He had nearly reached the top when suddenly he remembered the imprisoned beetle; and his fertile imagination pictured, as in a flash, its lingering death. “Wait a minute,” he said, “I’ve forgotten something.” And down the rope he slid to the bottom, while Monimé wrung her hands above.
He picked up the beetle. “Come along, old sport,” he whispered. “Blessed if I hadn’t forgotten all about you.” He placed the little creature in the pocket of his coat, and once more began the painful ascent. The exertion, however, had opened the wound again, and now the blood ran down his face as he strained and swung on the rope. His strength seemed to have deserted him, and had it not been for the two sailors who drew him up bodily as he clung, and at last caught hold of him under the arms, he would have fallen back into the shaft.
No sooner had he reached the surface than he carefully took the beetle from his pocket, and sent it on its way. Then turning to Monimé, who had knelt on the ground, he obeyed her order to lie down and place his head upon her knee, whereupon she began to bathe the wound with water from a bottle she had brought with her. She had also remembered, even in her haste, to bring scissors and bandages; and now with deft fingers she cut away the hair from around the wound, and bound up his head with almost professional skill.
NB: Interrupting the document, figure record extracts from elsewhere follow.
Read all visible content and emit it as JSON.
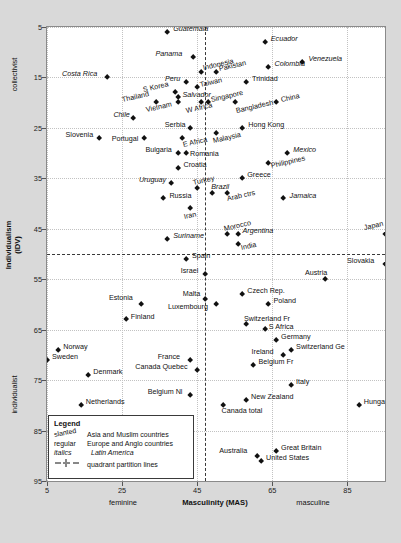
{
  "chart_data": {
    "type": "scatter",
    "title": "",
    "xlabel": "Masculinity (MAS)",
    "ylabel": "Individualism (IDV)",
    "xlim": [
      5,
      95
    ],
    "ylim": [
      5,
      95
    ],
    "y_inverted": true,
    "xticks": [
      5,
      25,
      45,
      65,
      85
    ],
    "yticks": [
      5,
      15,
      25,
      35,
      45,
      55,
      65,
      75,
      85,
      95
    ],
    "grid": true,
    "axis_side_labels": {
      "y_top": "collectivist",
      "y_bottom": "individualist",
      "x_left": "feminine",
      "x_right": "masculine"
    },
    "partition_lines": {
      "x": 47,
      "y": 50,
      "label": "quadrant partition lines"
    },
    "points": [
      {
        "label": "Guatemala",
        "x": 37,
        "y": 6,
        "style": "italics",
        "lx": 6,
        "ly": -3
      },
      {
        "label": "Ecuador",
        "x": 63,
        "y": 8,
        "style": "italics",
        "lx": 6,
        "ly": -3
      },
      {
        "label": "Panama",
        "x": 44,
        "y": 11,
        "style": "italics",
        "lx": -38,
        "ly": -3
      },
      {
        "label": "Venezuela",
        "x": 73,
        "y": 12,
        "style": "italics",
        "lx": 6,
        "ly": -3
      },
      {
        "label": "Costa Rica",
        "x": 21,
        "y": 15,
        "style": "italics",
        "lx": -45,
        "ly": -3
      },
      {
        "label": "Indonesia",
        "x": 46,
        "y": 14,
        "style": "slanted",
        "lx": 3,
        "ly": -4
      },
      {
        "label": "Pakistan",
        "x": 50,
        "y": 14,
        "style": "slanted",
        "lx": 4,
        "ly": -3
      },
      {
        "label": "Colombia",
        "x": 64,
        "y": 13,
        "style": "italics",
        "lx": 6,
        "ly": -3
      },
      {
        "label": "Peru",
        "x": 42,
        "y": 16,
        "style": "italics",
        "lx": -21,
        "ly": -3
      },
      {
        "label": "Taiwan",
        "x": 45,
        "y": 17,
        "style": "slanted",
        "lx": 4,
        "ly": -3
      },
      {
        "label": "Trinidad",
        "x": 58,
        "y": 16,
        "style": "regular",
        "lx": 6,
        "ly": -3
      },
      {
        "label": "S Korea",
        "x": 39,
        "y": 18,
        "style": "slanted",
        "lx": -31,
        "ly": -3
      },
      {
        "label": "Salvador",
        "x": 40,
        "y": 19,
        "style": "italics",
        "lx": 4,
        "ly": -3
      },
      {
        "label": "Singapore",
        "x": 48,
        "y": 20,
        "style": "slanted",
        "lx": 4,
        "ly": -3
      },
      {
        "label": "Thailand",
        "x": 34,
        "y": 20,
        "style": "slanted",
        "lx": -33,
        "ly": -3
      },
      {
        "label": "Vietnam",
        "x": 40,
        "y": 20,
        "style": "slanted",
        "lx": -31,
        "ly": 7
      },
      {
        "label": "W Africa",
        "x": 46,
        "y": 20,
        "style": "slanted",
        "lx": -14,
        "ly": 8
      },
      {
        "label": "Bangladesh",
        "x": 55,
        "y": 20,
        "style": "slanted",
        "lx": 2,
        "ly": 8
      },
      {
        "label": "China",
        "x": 66,
        "y": 20,
        "style": "slanted",
        "lx": 6,
        "ly": -3
      },
      {
        "label": "Chile",
        "x": 28,
        "y": 23,
        "style": "italics",
        "lx": -20,
        "ly": -3
      },
      {
        "label": "Malaysia",
        "x": 50,
        "y": 26,
        "style": "slanted",
        "lx": -2,
        "ly": 8
      },
      {
        "label": "Hong Kong",
        "x": 57,
        "y": 25,
        "style": "regular",
        "lx": 6,
        "ly": -3
      },
      {
        "label": "Serbia",
        "x": 43,
        "y": 25,
        "style": "regular",
        "lx": -25,
        "ly": -3
      },
      {
        "label": "Slovenia",
        "x": 19,
        "y": 27,
        "style": "regular",
        "lx": -34,
        "ly": -3
      },
      {
        "label": "Portugal",
        "x": 31,
        "y": 27,
        "style": "regular",
        "lx": -33,
        "ly": 1
      },
      {
        "label": "E Africa",
        "x": 41,
        "y": 27,
        "style": "slanted",
        "lx": 2,
        "ly": 7
      },
      {
        "label": "Bulgaria",
        "x": 40,
        "y": 30,
        "style": "regular",
        "lx": -33,
        "ly": -3
      },
      {
        "label": "Romania",
        "x": 42,
        "y": 30,
        "style": "regular",
        "lx": 4,
        "ly": 1
      },
      {
        "label": "Croatia",
        "x": 40,
        "y": 33,
        "style": "regular",
        "lx": 5,
        "ly": -3
      },
      {
        "label": "Uruguay",
        "x": 38,
        "y": 36,
        "style": "italics",
        "lx": -32,
        "ly": -3
      },
      {
        "label": "Turkey",
        "x": 45,
        "y": 37,
        "style": "slanted",
        "lx": -3,
        "ly": -5
      },
      {
        "label": "Greece",
        "x": 57,
        "y": 35,
        "style": "regular",
        "lx": 5,
        "ly": -3
      },
      {
        "label": "Mexico",
        "x": 69,
        "y": 30,
        "style": "italics",
        "lx": 6,
        "ly": -3
      },
      {
        "label": "Philippines",
        "x": 64,
        "y": 32,
        "style": "slanted",
        "lx": 3,
        "ly": 3
      },
      {
        "label": "Russia",
        "x": 36,
        "y": 39,
        "style": "regular",
        "lx": 6,
        "ly": -3
      },
      {
        "label": "Brazil",
        "x": 49,
        "y": 38,
        "style": "italics",
        "lx": -1,
        "ly": -6
      },
      {
        "label": "Arab ctrs",
        "x": 53,
        "y": 38,
        "style": "slanted",
        "lx": 1,
        "ly": 6
      },
      {
        "label": "Jamaica",
        "x": 68,
        "y": 39,
        "style": "italics",
        "lx": 6,
        "ly": -3
      },
      {
        "label": "Iran",
        "x": 43,
        "y": 41,
        "style": "slanted",
        "lx": -5,
        "ly": 8
      },
      {
        "label": "Morocco",
        "x": 53,
        "y": 46,
        "style": "slanted",
        "lx": -2,
        "ly": -5
      },
      {
        "label": "Argentina",
        "x": 56,
        "y": 46,
        "style": "italics",
        "lx": 4,
        "ly": -3
      },
      {
        "label": "India",
        "x": 56,
        "y": 48,
        "style": "slanted",
        "lx": 3,
        "ly": 4
      },
      {
        "label": "Suriname",
        "x": 37,
        "y": 47,
        "style": "italics",
        "lx": 6,
        "ly": -3
      },
      {
        "label": "Japan",
        "x": 95,
        "y": 46,
        "style": "slanted",
        "lx": -20,
        "ly": -6
      },
      {
        "label": "Spain",
        "x": 42,
        "y": 51,
        "style": "regular",
        "lx": 6,
        "ly": -3
      },
      {
        "label": "Slovakia",
        "x": 95,
        "y": 52,
        "style": "regular",
        "lx": -38,
        "ly": -3
      },
      {
        "label": "Israel",
        "x": 47,
        "y": 54,
        "style": "regular",
        "lx": -24,
        "ly": -3
      },
      {
        "label": "Austria",
        "x": 79,
        "y": 55,
        "style": "regular",
        "lx": -20,
        "ly": -6
      },
      {
        "label": "Malta",
        "x": 47,
        "y": 59,
        "style": "regular",
        "lx": -22,
        "ly": -5
      },
      {
        "label": "Estonia",
        "x": 30,
        "y": 60,
        "style": "regular",
        "lx": -32,
        "ly": -6
      },
      {
        "label": "Czech Rep.",
        "x": 57,
        "y": 58,
        "style": "regular",
        "lx": 5,
        "ly": -3
      },
      {
        "label": "Poland",
        "x": 64,
        "y": 60,
        "style": "regular",
        "lx": 5,
        "ly": -3
      },
      {
        "label": "Luxembourg",
        "x": 50,
        "y": 60,
        "style": "regular",
        "lx": -48,
        "ly": 3
      },
      {
        "label": "Finland",
        "x": 26,
        "y": 63,
        "style": "regular",
        "lx": 5,
        "ly": -3
      },
      {
        "label": "Switzerland Fr",
        "x": 58,
        "y": 64,
        "style": "regular",
        "lx": -2,
        "ly": -6
      },
      {
        "label": "S Africa",
        "x": 63,
        "y": 65,
        "style": "regular",
        "lx": 4,
        "ly": -3
      },
      {
        "label": "Germany",
        "x": 66,
        "y": 67,
        "style": "regular",
        "lx": 5,
        "ly": -3
      },
      {
        "label": "Switzerland Ge",
        "x": 70,
        "y": 69,
        "style": "regular",
        "lx": 5,
        "ly": -3
      },
      {
        "label": "Ireland",
        "x": 68,
        "y": 70,
        "style": "regular",
        "lx": -32,
        "ly": -3
      },
      {
        "label": "Norway",
        "x": 8,
        "y": 69,
        "style": "regular",
        "lx": 5,
        "ly": -3
      },
      {
        "label": "Sweden",
        "x": 5,
        "y": 71,
        "style": "regular",
        "lx": 5,
        "ly": -3
      },
      {
        "label": "France",
        "x": 43,
        "y": 71,
        "style": "regular",
        "lx": -32,
        "ly": -3
      },
      {
        "label": "Denmark",
        "x": 16,
        "y": 74,
        "style": "regular",
        "lx": 5,
        "ly": -3
      },
      {
        "label": "Canada Quebec",
        "x": 45,
        "y": 73,
        "style": "regular",
        "lx": -62,
        "ly": -3
      },
      {
        "label": "Belgium Fr",
        "x": 60,
        "y": 72,
        "style": "regular",
        "lx": 5,
        "ly": -3
      },
      {
        "label": "Italy",
        "x": 70,
        "y": 76,
        "style": "regular",
        "lx": 5,
        "ly": -3
      },
      {
        "label": "Belgium Nl",
        "x": 43,
        "y": 78,
        "style": "regular",
        "lx": -42,
        "ly": -3
      },
      {
        "label": "Netherlands",
        "x": 14,
        "y": 80,
        "style": "regular",
        "lx": 5,
        "ly": -3
      },
      {
        "label": "New Zealand",
        "x": 58,
        "y": 79,
        "style": "regular",
        "lx": 5,
        "ly": -3
      },
      {
        "label": "Hungary",
        "x": 88,
        "y": 80,
        "style": "regular",
        "lx": 5,
        "ly": -3
      },
      {
        "label": "Canada total",
        "x": 52,
        "y": 80,
        "style": "regular",
        "lx": -2,
        "ly": 6
      },
      {
        "label": "Australia",
        "x": 61,
        "y": 90,
        "style": "regular",
        "lx": -38,
        "ly": -5
      },
      {
        "label": "Great Britain",
        "x": 66,
        "y": 89,
        "style": "regular",
        "lx": 5,
        "ly": -3
      },
      {
        "label": "United States",
        "x": 62,
        "y": 91,
        "style": "regular",
        "lx": 5,
        "ly": -3
      }
    ]
  },
  "legend": {
    "title": "Legend",
    "rows": [
      {
        "key": "slanted",
        "key_style": "slanted",
        "desc": "Asia and Muslim countries",
        "desc_style": "regular"
      },
      {
        "key": "regular",
        "key_style": "regular",
        "desc": "Europe and Anglo countries",
        "desc_style": "regular"
      },
      {
        "key": "italics",
        "key_style": "italics",
        "desc": "Latin America",
        "desc_style": "italics"
      },
      {
        "key": "dash-line-icon",
        "key_style": "icon",
        "desc": "quadrant partition lines",
        "desc_style": "regular"
      }
    ]
  }
}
The two sailors were presently sent back to the dahabiyeh, and, as soon as they were out of sight, she bent over his upturned face and kissed him again and again. To his great surprise he felt her tears upon his cheek.
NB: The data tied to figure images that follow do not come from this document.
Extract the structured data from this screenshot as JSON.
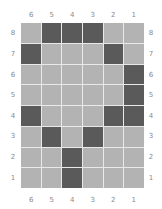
{
  "chart_data": {
    "type": "heatmap",
    "title": "",
    "columns": [
      "6",
      "5",
      "4",
      "3",
      "2",
      "1"
    ],
    "rows": [
      "8",
      "7",
      "6",
      "5",
      "4",
      "3",
      "2",
      "1"
    ],
    "legend": {
      "dark": "filled",
      "light": "empty"
    },
    "colors": {
      "filled": "#5a5a5a",
      "empty": "#b3b3b3",
      "grid_line": "#e9e9e9",
      "label": "#8a8a8a"
    },
    "cells": [
      [
        0,
        1,
        1,
        1,
        0,
        0
      ],
      [
        1,
        0,
        0,
        0,
        1,
        0
      ],
      [
        0,
        0,
        0,
        0,
        0,
        1
      ],
      [
        0,
        0,
        0,
        0,
        0,
        1
      ],
      [
        1,
        0,
        0,
        0,
        1,
        1
      ],
      [
        0,
        1,
        0,
        1,
        0,
        0
      ],
      [
        0,
        0,
        1,
        0,
        0,
        0
      ],
      [
        0,
        0,
        1,
        0,
        0,
        0
      ]
    ],
    "filled_cells": {
      "8": [
        "5",
        "4",
        "3"
      ],
      "7": [
        "6",
        "2"
      ],
      "6": [
        "1"
      ],
      "5": [
        "1"
      ],
      "4": [
        "6",
        "2",
        "1"
      ],
      "3": [
        "5",
        "3"
      ],
      "2": [
        "4"
      ],
      "1": [
        "4"
      ]
    }
  },
  "labels": {
    "top": [
      "6",
      "5",
      "4",
      "3",
      "2",
      "1"
    ],
    "bottom": [
      "6",
      "5",
      "4",
      "3",
      "2",
      "1"
    ],
    "left": [
      "8",
      "7",
      "6",
      "5",
      "4",
      "3",
      "2",
      "1"
    ],
    "right": [
      "8",
      "7",
      "6",
      "5",
      "4",
      "3",
      "2",
      "1"
    ]
  }
}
“Why, what’s the matter?” he asked, tenderly passing the back of his hand across her eyes. “Did I give you an awful fright?”
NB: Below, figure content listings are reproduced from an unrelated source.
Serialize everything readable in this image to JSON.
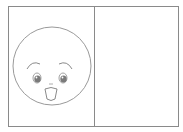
{
  "figure": {
    "panels": [
      {
        "id": "left",
        "content": "smiling-face"
      },
      {
        "id": "right",
        "content": "empty"
      }
    ],
    "colors": {
      "background": "#ffffff",
      "line": "#8a8a8a",
      "pupil": "#7a7a7a"
    }
  }
}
“No, it isn’t that,” she answered, trying to smile. “I’m only being sentimental. I was thinking about your beetle, and about the text in the Bible that says, ‘Inasmuch as ye have done it unto one of the least of these....’”
It was not many days before Jim had fully recovered from his hurts. The bracing air of Lower Nubia at this season of the year is not conducive to sickness. The vigorous north-west wind seems to sweep the mind clear of all suggestion of ailment, and the sun to purge it of even the thought of infirmity. Monimé, indeed, had difficulty in persuading him to submit at all to her ministrations, dear though they were to him; for the heart is here set upon the idea of physical well-being, and nature thus heals herself.
Sometimes, as Jim walked upon the cliffs in the splendour of the day, his nerves tingling with the joy of life, his thoughts went back to those long years at Eversfield, and he compared his present attitude of mind with that he had known at the manor. There the grey steeples and towers of Oxford, seen beyond the haze of the trees, were sedative and subduing. There the passionate heart was tempered, the violent thought was sobered, the emotions were quieted.
But here the brilliant sunlight, the sparkling air, and the great open spaces, induced a grand heedlessness, a fine improvidence, a riotous prodigality of the forces of life. Here a man lived, and knew no more than that he lived; nor did he care what things the future held in store for him. During these weeks Jim gave no thought to his coming movements, save in a very general way. His mind leapt across the abyss of difficulties which lay in his path, and arrived at the fair places beyond, where Monimé and Ian were to travel hand-in-hand with him.
His attitude towards his little son was shaping itself in his mind at this time into some sort of clear recognition of his parental responsibilities, vague perhaps, but none the less sincere. As an instance of this development in his character mention may be made of a certain sunset hour in which he and Monimé were seated together upon the high ground overlooking the vast expanse of the desert to westward of the Nile.